The 2013 NFL Draft Is A Black Hole For Offensive Stars

It was all good just a year ago. NCAA programs don’t have to send a trio of future Hall-of-Famers to the pros every year, but this year, college football left casual NFL draft viewers hanging. Quarterbacks weren’t taken, but the focus of the draft was still on the lack of them. The majority of NFL fans don’t have the time or the patience to examine the idiosyncrasies of flawed college football’s quarterbacks, running backs and receivers. They want their stars packaged neatly in the first round of the NFL Draft.

The 2012 edition of the NFL Draft was a blockbuster. The 2013 Draft was like watching the Best Picture Oscar go to a silent film or a low-budget Indie picture. If you kept track at home, only four skill position offensive players were thrown into the first round. Peep the offensive skill players taken in the last five drafts.

2013: 4

2012: 11

2011: 9

2010: 8

2010: 7

2009: 10

When you take a look at those numbers, it’s striking how few highly rated skill position players were available in this draft. There can only be one quarterback starting for every NFL franchise, and the run on quarterbacks has been rampant during the last two. Nine quarterbacks have gone in the first round since 2009. That doesn’t include Colin Kaepernick, Andy Dalton and Russell Wilson.

There was bound to be a lull in talent and need. It’s the natural ebb and flow; but after the peak of the last two drafts, this was the valley. The Jets, Bills, Jags, Eagles and Cardinals were the only franchises with an immediate need at the position.

The quarterback pipeline will unclog next season, but the devaluing of running backs has hit a new high. In addition to the temporary quarterback depression, for the first time in 50 years, there wasn’t a single running back taken in the first round. This comes on the heels of Adrian Peterson finishing just nine yards short of eclipsing Eric Dickerson’s single-game record.

It’s no coincidence that the only quarterback taken was an option quarterback who had some serious flaws. Offenses are now gearing themselves for quarterbacks with wheels, players who can roll outside the pocket instead of between the tackles. Workhorse backs have gone the way of B2K – they split ’em up.

The only wide receiver taken in the Top 20 was WVU’s Tavon Austin, who has been described as the “Barry Sanders of wide receivers.”

Instead, the 2013 Draft was about finding quarterback kryptonite. Edge rushers were flying off the board in the first half of the round, and offensive linemen were being snapped up to protect quarterbacks from the growing number of rushers pursuing them with bad intentions.

The truth is that this season, youth ruled college football’s prima donna positions. At times like this, you wonder how the NFL Draft would look if sophomores and freshmen were eligible.

There were no junior offensive skill position playmakers that stamped their names all over college football fields, last season. And a look at the ESPN 150 class rankings is a revealing look into how they got lost in the wild.

Marcus Lattimore, Da’Rick Rogers, Michael Dyer and Robert Woods were among the top high school prospects in the class of 2010. However, Lattimore’s knee has been mangled; Dyer was kicked out of two schools after leading Auburn to a national title as a true freshman; and Robert Woods was obscured in the Trojans offense by the emergence of sophomore Marqise Lee.

Rogers was a top-30 player in the class of 2010 and the SEC’s leading receiver as a sophomore in 2011. He had better measurables and a more productive season than Vikings first round receiver Cordarrelle Patterson of Tennessee, who was playing junior college while he was blowing up the SEC. However, Rogers got the boot before his junior season for testing positive for marijuana.

The only quarterbacks (of the top 64 players rated in that class) were Alabama’s Phillip Sims and USC’s Jesse Scroggins, who both transferred after their freshman seasons. The third quarterback in that mix was Oklahoma’s Blake Bell, who was situated behind Landry Jones but made the best of his situation as the Sooners Wildcat QB in Oklahoma’s Belldozer formation.

Thursday night’s first round was surprising, but we should have read the tea leaves. Don’t fret, though. It’s still an offensive league. Once Teddy Bridgewater, Tajh Boyd and possibly Johnny Manziel throw on their flotation devices and make waves by diving into the 2014 draft waters, order will be restored.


Exercise goal -
For the listing below, show each line that includes the string "left".
#### Records for the exercise
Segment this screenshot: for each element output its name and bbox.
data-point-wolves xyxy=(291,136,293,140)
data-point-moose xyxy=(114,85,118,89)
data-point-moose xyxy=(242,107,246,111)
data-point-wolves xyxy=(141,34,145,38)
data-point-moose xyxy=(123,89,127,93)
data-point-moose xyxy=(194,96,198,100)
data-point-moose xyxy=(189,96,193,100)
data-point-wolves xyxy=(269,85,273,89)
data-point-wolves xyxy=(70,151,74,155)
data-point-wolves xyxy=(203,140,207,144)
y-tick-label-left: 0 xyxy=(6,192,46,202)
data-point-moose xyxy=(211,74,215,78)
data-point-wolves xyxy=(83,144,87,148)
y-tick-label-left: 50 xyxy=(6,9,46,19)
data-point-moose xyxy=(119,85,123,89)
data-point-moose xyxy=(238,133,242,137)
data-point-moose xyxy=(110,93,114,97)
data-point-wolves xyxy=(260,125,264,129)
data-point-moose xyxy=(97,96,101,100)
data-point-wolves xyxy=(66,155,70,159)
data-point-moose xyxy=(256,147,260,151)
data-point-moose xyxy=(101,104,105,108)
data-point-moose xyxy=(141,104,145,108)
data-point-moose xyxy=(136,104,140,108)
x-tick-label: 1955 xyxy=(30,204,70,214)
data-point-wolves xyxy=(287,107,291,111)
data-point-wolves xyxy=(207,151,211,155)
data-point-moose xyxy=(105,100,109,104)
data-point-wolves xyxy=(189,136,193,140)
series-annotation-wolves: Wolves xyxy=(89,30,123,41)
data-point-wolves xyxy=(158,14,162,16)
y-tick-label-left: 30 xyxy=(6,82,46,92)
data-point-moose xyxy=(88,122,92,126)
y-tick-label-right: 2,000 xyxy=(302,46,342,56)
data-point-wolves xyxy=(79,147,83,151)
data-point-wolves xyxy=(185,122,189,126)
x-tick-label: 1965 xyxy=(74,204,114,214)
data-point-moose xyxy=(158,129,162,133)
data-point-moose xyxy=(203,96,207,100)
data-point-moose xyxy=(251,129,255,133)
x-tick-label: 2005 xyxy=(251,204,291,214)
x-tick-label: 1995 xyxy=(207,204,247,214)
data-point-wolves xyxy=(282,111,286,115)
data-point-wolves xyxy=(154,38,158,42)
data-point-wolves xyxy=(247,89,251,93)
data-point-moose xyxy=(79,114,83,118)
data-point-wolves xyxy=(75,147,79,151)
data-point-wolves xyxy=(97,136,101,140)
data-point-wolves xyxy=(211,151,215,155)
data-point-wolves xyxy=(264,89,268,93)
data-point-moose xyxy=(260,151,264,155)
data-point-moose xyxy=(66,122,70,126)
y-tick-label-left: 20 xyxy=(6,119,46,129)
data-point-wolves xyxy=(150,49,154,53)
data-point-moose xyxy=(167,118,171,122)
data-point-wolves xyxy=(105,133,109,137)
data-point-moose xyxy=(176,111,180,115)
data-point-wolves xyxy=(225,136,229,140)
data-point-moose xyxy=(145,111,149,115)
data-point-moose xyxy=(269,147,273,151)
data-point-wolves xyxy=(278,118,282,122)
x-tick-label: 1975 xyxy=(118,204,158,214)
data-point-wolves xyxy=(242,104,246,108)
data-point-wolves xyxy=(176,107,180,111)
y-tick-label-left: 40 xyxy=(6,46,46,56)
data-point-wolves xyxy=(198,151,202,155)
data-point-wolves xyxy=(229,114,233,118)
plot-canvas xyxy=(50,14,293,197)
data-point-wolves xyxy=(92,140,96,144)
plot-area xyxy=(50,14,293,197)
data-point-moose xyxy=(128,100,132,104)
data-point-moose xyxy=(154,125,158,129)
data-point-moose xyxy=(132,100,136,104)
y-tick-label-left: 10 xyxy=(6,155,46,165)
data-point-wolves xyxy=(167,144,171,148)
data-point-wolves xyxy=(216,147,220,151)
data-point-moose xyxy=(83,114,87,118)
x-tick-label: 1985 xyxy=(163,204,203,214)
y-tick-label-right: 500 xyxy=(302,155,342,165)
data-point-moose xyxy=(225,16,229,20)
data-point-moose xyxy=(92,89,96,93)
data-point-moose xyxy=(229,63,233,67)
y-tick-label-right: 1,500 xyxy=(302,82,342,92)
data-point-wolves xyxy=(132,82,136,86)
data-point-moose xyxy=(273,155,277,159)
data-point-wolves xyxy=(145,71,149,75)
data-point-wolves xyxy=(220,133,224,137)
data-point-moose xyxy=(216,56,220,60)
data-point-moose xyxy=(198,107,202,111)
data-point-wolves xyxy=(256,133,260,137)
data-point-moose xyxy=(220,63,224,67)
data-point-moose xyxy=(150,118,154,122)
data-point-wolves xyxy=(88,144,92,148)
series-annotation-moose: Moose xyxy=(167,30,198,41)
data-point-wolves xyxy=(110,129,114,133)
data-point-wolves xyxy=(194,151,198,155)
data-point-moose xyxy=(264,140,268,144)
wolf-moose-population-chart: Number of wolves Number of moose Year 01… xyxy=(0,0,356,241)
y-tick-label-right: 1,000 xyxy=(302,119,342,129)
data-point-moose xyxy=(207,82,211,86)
########
Task result -
y-tick-label-left: 0 xyxy=(6,192,46,202)
y-tick-label-left: 50 xyxy=(6,9,46,19)
y-tick-label-left: 30 xyxy=(6,82,46,92)
y-tick-label-left: 20 xyxy=(6,119,46,129)
y-tick-label-left: 40 xyxy=(6,46,46,56)
y-tick-label-left: 10 xyxy=(6,155,46,165)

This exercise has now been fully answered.